Piet Retief – The Mkhondo Local Municipality (Piet Retief) in Mpumalanga says it has reached a settlement agreement with Eskom on how to pay its outstanding electricity bill of more than R400 million.
The agreement was reached on Tuesday after a marathon meeting between Eskom executives and the municipality’s leadership.
Just before the meeting took place, the entire municipality on the southern tip of Mpumalanga was plunged into darkness for six hours.
That period of darkness sparked fears within the business community that Eskom had grown tired of the debt and wanted to have it recovered by any means necessary.
On Tuesday night, the municipality issued to residents and informed them that the power has been restored.
“Whilst waiting for the meeting to start Eskom switched off the whole town without notice, this was exclusively out of personal emotions and very unexpected. As a result the whole of Mkhondo was without electricity for approximately six hours.
“The municipality and Eskom eventually came to an agreement and power was restored on basis that the municipality will make payments in consideration of R10m monthly collections on average where operational costs and overheads costs necessary to provide electricity supply,” the municipality said.
It added that there have been talks to increase capacity for densely populated places like Thandukukhanya township.
“The meeting looked at increasing the NMD from 18MVA to 40MVA in Mkhondo town and from 1.9 to 2.5 in Amsterdam.
“Alternatively to construct two substations, one for Thandakukhanya and one for Amsterdam where these are under consideration by relevant stakeholders amongst whom are Department of Energy, Nersa and Eskom.
“The municipality is moving swiftly to address the current crisis and further sincerely apologizes for the inconvenience that have been caused by the incident.”
Acting municipality manager Bheki Maseko then confirmed that they have agreed with Eskom through their debt by making three annual payments.
“Today we had a meeting with Eskom Executives and yes on R25m repayment plans three times a year and payments towards current accounts.
“The meeting also noted that Eskom bills municipality R18m per month, while the municipality bills R10m which leaves R8m deficit of that costs of labour overheads expenditure for running the electricity operations as well as the depreciation of infrastructure not counted. Regular and huge maintenance costs due to ageing electrical infrastructure.
“The meeting noted legal proceedings against each other and deemed those and related costs as unnecessary,” Maseko told IOL.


What is being asked: Scan the records for the word "title". Report each line where it occurs.

Data excerpts:

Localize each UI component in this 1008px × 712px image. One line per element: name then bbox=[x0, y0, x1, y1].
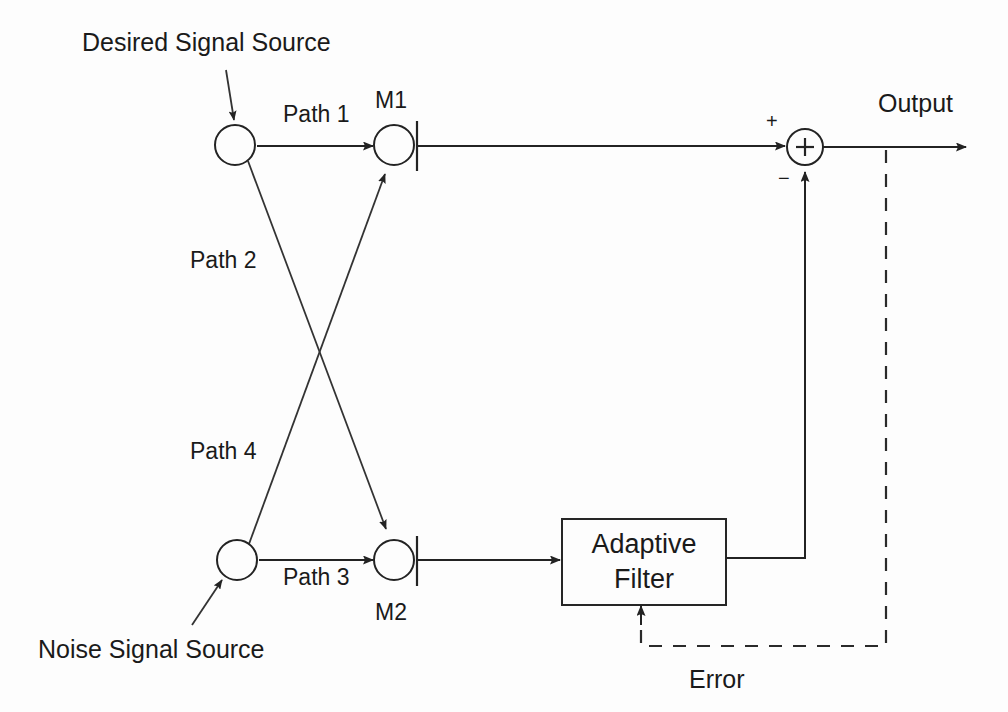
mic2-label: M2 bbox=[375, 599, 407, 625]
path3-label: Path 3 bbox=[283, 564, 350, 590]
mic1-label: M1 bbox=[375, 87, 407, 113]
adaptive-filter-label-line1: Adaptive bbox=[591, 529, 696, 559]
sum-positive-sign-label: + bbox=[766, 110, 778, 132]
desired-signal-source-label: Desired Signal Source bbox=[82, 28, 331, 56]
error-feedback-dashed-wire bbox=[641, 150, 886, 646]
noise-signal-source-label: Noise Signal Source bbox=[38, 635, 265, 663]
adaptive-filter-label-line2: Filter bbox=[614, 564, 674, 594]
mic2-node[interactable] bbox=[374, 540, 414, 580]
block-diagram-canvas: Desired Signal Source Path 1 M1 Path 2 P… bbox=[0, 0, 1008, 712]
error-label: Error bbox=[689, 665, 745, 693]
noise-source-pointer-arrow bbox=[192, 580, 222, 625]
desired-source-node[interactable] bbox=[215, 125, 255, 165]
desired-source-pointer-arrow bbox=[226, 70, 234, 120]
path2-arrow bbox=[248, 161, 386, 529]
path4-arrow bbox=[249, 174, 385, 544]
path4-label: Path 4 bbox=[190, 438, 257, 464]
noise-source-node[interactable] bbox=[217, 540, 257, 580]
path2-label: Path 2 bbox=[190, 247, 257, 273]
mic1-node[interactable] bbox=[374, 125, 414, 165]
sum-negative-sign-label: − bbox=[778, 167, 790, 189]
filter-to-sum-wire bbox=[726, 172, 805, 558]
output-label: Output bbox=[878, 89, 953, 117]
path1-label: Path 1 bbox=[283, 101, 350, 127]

==

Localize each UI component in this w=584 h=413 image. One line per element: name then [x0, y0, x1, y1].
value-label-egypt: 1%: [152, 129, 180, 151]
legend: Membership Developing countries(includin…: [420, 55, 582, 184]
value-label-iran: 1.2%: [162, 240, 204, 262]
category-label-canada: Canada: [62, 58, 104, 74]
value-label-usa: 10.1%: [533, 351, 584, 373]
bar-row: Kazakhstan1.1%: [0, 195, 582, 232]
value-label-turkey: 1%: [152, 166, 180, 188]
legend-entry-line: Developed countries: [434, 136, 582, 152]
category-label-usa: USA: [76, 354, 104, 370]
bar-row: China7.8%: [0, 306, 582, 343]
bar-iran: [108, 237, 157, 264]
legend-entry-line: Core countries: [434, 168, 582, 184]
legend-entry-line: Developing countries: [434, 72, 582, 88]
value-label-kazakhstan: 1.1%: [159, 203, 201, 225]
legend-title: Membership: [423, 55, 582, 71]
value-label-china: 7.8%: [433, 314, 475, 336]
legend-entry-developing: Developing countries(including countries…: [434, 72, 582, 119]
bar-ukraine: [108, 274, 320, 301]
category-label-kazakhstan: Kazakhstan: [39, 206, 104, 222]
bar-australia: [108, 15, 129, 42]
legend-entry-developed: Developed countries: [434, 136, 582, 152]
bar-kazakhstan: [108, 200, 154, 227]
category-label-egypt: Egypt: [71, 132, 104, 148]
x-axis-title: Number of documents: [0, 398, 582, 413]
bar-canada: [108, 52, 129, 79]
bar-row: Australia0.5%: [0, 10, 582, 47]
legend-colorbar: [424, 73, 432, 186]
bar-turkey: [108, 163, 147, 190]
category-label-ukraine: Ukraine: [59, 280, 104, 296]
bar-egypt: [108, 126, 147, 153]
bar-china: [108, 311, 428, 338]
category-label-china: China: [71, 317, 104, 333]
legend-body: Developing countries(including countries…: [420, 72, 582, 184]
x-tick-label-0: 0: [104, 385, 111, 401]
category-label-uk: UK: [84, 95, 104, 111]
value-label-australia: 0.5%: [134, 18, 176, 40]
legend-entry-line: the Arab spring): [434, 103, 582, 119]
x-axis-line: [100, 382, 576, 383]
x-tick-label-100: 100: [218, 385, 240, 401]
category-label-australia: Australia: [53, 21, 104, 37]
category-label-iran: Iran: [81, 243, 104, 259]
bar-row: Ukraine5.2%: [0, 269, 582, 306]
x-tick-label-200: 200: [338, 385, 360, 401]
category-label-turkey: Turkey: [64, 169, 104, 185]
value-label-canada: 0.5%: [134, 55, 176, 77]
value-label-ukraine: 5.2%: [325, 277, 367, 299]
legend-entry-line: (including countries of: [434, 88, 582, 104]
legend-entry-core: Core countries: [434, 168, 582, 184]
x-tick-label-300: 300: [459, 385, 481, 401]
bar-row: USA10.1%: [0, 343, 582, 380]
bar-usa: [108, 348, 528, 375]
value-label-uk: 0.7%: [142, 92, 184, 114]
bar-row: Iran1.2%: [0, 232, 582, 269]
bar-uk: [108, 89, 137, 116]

Exercise solution:
legend-title: Membership: [423, 55, 582, 71]
x-axis-title: Number of documents: [0, 398, 582, 413]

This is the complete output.